If the season is not shortened or if more attention is not given to transcontinental travel and scheduling, levels of performance will be affected, and, in some cases, players will find themselves unable to take the field on a given day. This raises the question of whether a performance enabling drug should be placed in the same category as a performance enhancing drug.
It will be interesting to see if the U.S. Congressional drug fighters now turn their attention to the National Football League to see if the shadow of Bill Romanowski is still stalking the football locker rooms. Or has the NFL so effectively lobbied the Congress and bought members off with Super Bowl privileges and well-placed franchises that the NFL is above all criticism?












November 28, 2005 at 11:16 am
Thank you, Richard C. Crepeau, for asking the obvious question: Will Congress, with its fixation on performance-enhancing drugs in baseball, come to truly address the same widespread abuse in the NFL? In NCAA football? Prep football? It is utterly ridiculous, complete denial, for anyone to ignore the decades-old dilemma of football doping, particularly the muscle-building substances producing player sizes impossible through mere nutrition and weightlifting. Football is the elephant in the room here.
Matt Chaney
Warrensburg, MO
November 28, 2005 at 1:15 pm
The real hypocrisy here is that, while we cry out against these performance-enhancing drugs, we still put plenty of pressure on young athletes to grow — distort — their bodies in unhealthy ways. For me, if I was forced to make the choice for my future, I take steroids rather than suffer from massive obesity.

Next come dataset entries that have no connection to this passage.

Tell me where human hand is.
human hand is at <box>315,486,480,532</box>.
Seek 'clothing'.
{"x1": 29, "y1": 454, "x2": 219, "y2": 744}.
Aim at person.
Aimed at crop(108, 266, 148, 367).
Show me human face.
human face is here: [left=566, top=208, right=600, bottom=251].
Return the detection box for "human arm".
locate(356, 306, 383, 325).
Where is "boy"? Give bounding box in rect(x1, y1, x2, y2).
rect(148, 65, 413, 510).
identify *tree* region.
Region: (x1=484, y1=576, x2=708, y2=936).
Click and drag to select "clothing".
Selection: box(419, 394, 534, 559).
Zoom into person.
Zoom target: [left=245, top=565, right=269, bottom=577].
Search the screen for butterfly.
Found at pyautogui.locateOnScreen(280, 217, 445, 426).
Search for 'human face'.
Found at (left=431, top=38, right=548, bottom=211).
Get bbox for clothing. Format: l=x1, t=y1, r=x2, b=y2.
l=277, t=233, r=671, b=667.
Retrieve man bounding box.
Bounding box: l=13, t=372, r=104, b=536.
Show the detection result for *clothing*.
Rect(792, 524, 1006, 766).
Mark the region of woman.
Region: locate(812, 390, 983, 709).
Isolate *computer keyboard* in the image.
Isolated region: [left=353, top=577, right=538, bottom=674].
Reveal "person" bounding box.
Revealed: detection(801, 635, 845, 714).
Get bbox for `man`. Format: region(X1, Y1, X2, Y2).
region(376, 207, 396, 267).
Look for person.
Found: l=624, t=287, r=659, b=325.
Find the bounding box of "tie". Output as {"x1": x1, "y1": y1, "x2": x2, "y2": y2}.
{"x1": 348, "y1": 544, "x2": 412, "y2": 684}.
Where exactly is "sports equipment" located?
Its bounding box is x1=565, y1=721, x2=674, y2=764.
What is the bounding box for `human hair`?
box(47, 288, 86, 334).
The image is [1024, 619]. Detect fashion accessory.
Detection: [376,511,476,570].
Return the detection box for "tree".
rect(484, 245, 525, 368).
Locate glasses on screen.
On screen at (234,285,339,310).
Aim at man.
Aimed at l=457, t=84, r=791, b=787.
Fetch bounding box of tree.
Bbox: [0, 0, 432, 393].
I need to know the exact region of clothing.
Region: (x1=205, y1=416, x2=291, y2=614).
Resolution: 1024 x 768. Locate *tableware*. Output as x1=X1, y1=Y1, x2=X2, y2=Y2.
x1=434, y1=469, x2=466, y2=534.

I thinking in particular of lineman in football, I guess. We, as a society, are shortening lifespans for our entertainment. We should be looking inward rather than pointing that easy finger.
November 28, 2005 at 7:12 pm
I don’t take steroids, never used any illegal drugs including pot, and try to stay as far away as possible from legal drugs as well. [Please spare me from another pharmaceutical commercial touting a cure for some nonexistant malady.] But I’m afraid that once again we are embarking on a drug crusade which is as hysterical as the townspeople running with their torches after Frankenstein at the end of the movie.
The U.S. has these crusades every twenty years or so: the opium scare of the late 19th century, Prohibition, the young radicals [and Vietnam vets] and pot in the sixties, and crack in the inner city in the eighties. Usually these drug scares involve some marginalised group such as Chinese and Irish immigrants, student protesters, or African Americans.
Going after highly paid athletes is different but no less hysterical. If only steroid use were the most serious social problem facing our nation, we would be in real good shape.